St. Louis protesters demand justice for VonDerrit Meyers

ST. LOUIS – Last night at 9 p.m., some 100 protesters congregated on Shaw Ave. here near the spot where 18-year-old VonDerrit Myers was killed by off-duty police officer Jason Flanery on Oct. 8. The police claim Myers was armed and fired at Flanery. While that has yet to be independently confirmed, an independent autopsy shows that Myers was shot seven times, six times in the back of his legs, and once in the face.

The historic Shaw neighborhood is a well-integrated neighborhood compared to much of St. Louis or any other city of its size. As the group of mostly college-aged white residents marched through the mist towards Grand Ave., chanting familiar slogans,  a dozen police vehicles following  slowly behind, their blue lights dizzying the rain.

Turning onto Grand Ave, the crowd moved towards the intersection of I-44. From the number of Guy Fawkes masks, college students in keffiyehs, and familiar chants the group shuffled through, you could mistake them for Occupiers (“This is what democracy looks like!).

While the Shaw and Ferguson neighborhoods are as different as the cases of Michael Brown and VonDerrit Myers, many here find the daily reports of white police officers killing defenseless black youth, and using over kill tactics on those who do resist, as irrefutable evidence of institutional racism’s callous brutality. 

Flooding the intersection of the I-44 on-ramp and Grand Ave, the protesters shut down all traffic with no interference from the police sitting in vehicles on either side of the crowd. Reporters are everywhere as are legal observers. Standing in the middle of the intersection, three young black women, all medical workers, stand in a cluster.

Janece Jones, Tynisha Smith, and Brittany Furr are out this evening to support the fight against police violence. While police violence and institutional racism are nothing new Janece Jones said that the movement in St. Louis “is different.” She said that all of the “people coming together is new, this generation is different, we’re not as crazy as people make us out to be.”  The three women laughed. “Maybe this will be an example,” Smith said. Her friends nodded in agreement: “It isn’t even about race anymore,” she said. “It is about injustice.”

After holding the intersection and blocking the I-44 on ramp for 10 minutes a few police officers walked over and stood a short distance away with their hands in their pockets. Before the order to disperse was given, the protesters withdrew from the intersection and returned to Shaw –  leaving behind a message scrawled on Flora Pl. near the spot where 18-year-old VonDerrit Myers died violently: “If we burn, you burn with us.”

Photo: James Raines/PW


CONTRIBUTOR

James Raines
James Raines

The late James Raines was a lifelong union worker, a union organizer with the Communications Workers of America, and a proud member of CWA's Media Guild. Writing articles for People's World from 2011 through 2014, Raines covered the Occupy movement in Memphis, demands for LGBT rights in Tennessee, the struggles of the Nissan workers in Canton, Mississippi, and the protests for justice in Ferguson, Missouri.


Your assignment:
From the material below, copy every line in which the word "pixels" occurs.

Supplied material:
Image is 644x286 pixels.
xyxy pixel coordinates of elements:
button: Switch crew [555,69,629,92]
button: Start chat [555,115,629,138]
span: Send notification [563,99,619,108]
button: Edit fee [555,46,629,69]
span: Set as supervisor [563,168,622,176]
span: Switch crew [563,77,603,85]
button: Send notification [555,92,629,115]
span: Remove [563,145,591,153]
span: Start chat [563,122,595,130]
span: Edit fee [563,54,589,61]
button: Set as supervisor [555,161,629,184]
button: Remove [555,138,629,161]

--

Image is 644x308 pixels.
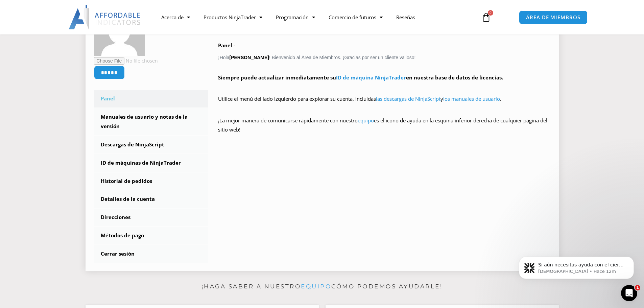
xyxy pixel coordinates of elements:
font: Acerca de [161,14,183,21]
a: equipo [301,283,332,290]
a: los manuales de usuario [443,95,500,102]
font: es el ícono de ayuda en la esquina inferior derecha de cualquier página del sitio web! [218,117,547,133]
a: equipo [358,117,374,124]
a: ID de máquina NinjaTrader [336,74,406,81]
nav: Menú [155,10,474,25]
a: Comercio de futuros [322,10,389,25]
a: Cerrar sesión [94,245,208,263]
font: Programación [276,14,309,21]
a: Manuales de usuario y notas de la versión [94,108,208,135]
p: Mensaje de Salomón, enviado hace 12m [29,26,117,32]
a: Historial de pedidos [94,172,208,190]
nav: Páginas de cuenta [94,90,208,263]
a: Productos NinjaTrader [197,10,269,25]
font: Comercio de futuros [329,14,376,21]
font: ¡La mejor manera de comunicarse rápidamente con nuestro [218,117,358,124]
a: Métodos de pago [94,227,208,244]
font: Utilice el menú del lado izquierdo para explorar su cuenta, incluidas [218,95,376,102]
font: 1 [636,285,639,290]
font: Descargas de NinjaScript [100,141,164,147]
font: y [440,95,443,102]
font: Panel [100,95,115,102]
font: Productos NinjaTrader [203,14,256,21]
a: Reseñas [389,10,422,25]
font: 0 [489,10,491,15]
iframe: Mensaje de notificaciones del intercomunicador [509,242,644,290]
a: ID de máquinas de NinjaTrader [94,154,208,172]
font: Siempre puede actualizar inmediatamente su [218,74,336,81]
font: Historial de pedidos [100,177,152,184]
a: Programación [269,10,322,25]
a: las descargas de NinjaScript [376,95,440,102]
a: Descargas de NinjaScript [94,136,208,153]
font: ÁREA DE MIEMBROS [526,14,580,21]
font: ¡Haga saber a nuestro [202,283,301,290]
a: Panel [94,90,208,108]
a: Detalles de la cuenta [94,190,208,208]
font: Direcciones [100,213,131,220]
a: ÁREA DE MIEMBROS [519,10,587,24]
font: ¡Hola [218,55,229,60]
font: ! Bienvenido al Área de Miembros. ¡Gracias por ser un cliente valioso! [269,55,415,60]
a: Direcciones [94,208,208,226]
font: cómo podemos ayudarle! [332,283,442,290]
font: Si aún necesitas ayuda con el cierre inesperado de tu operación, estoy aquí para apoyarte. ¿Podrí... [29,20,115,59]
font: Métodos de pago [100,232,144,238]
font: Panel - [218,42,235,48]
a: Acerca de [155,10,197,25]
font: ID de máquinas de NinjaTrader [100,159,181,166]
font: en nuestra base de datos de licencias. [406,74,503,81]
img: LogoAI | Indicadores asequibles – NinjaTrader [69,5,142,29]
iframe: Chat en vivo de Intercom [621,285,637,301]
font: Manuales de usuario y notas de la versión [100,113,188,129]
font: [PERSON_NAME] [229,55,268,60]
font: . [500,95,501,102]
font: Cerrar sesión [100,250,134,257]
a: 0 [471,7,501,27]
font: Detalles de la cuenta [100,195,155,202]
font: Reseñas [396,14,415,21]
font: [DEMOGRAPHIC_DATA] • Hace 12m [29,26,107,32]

Exercise answer:
Image is 644x286 pixels.
Image is 644x308 pixels.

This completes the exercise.